The other thing that had intrigued me was the premise - Earth is facing destruction at the hands of a monstrous solar flare. To divert it harmlessly away from Earth, a crew of astronauts must pilot a massive bomb into the heart of the sun. Sound familiar? That's because it's - give or take - the premise of Danny Boyle's 2007 SF film Sunshine. The idea that it had been done 17 years earlier with Chuck 'From My Cold Dead Hands' Heston sounded amazing. However, the similarities pretty much end there, and it turns out that there's a good reason you've not seen this movie. It is... well, not exactly terrible, just not terribly good.
So let's start with the plot - it's all over the place. The main 'carry the bomb to the sun' plot plays second fiddle to confusing shenanigans back on Earth. Tim Matheson, captain of the Helios - the ship with the bomb - has unresolved dad issues both with his son - who absconds from military academy - and his dad, the Admiral (Chuck Heston). Meanwhile religious corporate baddie Peter Boyle reckons that the solar flare won't happen, and therefore (?) for no particular reason tries to sabotage the mission, by employing a hitman who looks like Billy Idol, who botches the assassination of a key henchman who then goes on the lam. Henchman, military cadet, corporate goons and military rescue squad all collide in some Mad Max-style badlands area where crazy old man Jack Palance turns out to be ex military and saves said cadet. Oh, did I mention the sexy cyborg (Annabel Schofield, apparently channelling Liz Hurley) who gets reprogrammed by Billy Idol to sabotage the Helios...? The confusing plot unfortunately rubs shoulders with risible dialogue (even for an 80s - or nearly 80s - SF movie), a smart alec talking bomb that seems to have escaped from Dark Star, and gratuitous female nudity (Annabel even gets that staple of 80s movies - a random shower scene).
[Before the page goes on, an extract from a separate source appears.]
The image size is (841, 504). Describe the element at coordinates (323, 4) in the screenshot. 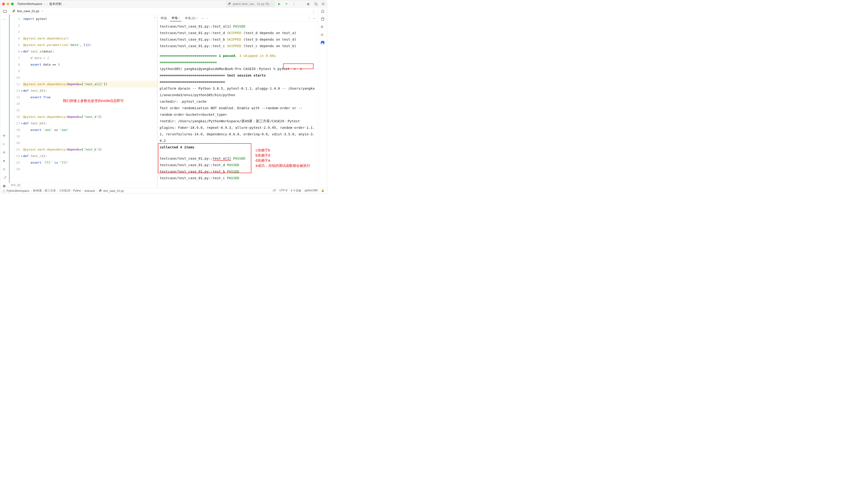

I see `settings-icon` at that location.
Jack Palance isn't really trying, Charlton Heston does gravitas very well but doesn't get enough screen time, and the whole thing ends in a strange 2001-style 'Stargate' sequence as the sexy cyborg ovecomes her reprogramming and sets the controls for the heart of the sun.
As SF turkeys go, though, this one is definitely M&S hand-reared free range turkey, and you're welcome to borrow the DVD.

I watched it as a double bill with the aforementioned Sunshine, just for comparison. The truth is, though, there just is no comparison. Danny Boyle directs with a sense of wonder at the sheer scale of everything, the acting is fine, and the plot is pretty tight and concentrates quite rightly on the whole 'getting the bomb to the sun' thing. I hadn't enjoyed Sunshine very much when I first watched it, and this was the first time I had seen it in several years, but the plot actually made much more sense the second time around, aside from the central conceit, which doesn't make sense in physics terms (even a fission bomb 'the size of Manhattan' would be a mere drop in the ocean on something the scale of the sun). Still, that bothered me less this time and I enjoyed the atmospherics, and the way staring into the sun drove people to madness. I actually ended up wishing more could have been made of that, especially what had happened to the previous Icarus mission - something of an Event Horizon-type thing as they put the pieces together (but with less religious mumbo jumbo). But the main distraction for me was Cillian Murphy, whose character looked too much like Professor Brian Cox, and I kept on expecting him to break into a soft Lancashire accent and big cheesy grin, and have a large, exciteable Irishman appear alongside him to crack a few jokes. But yes, I think I can see what Mark Kermode likes about Sunshine now.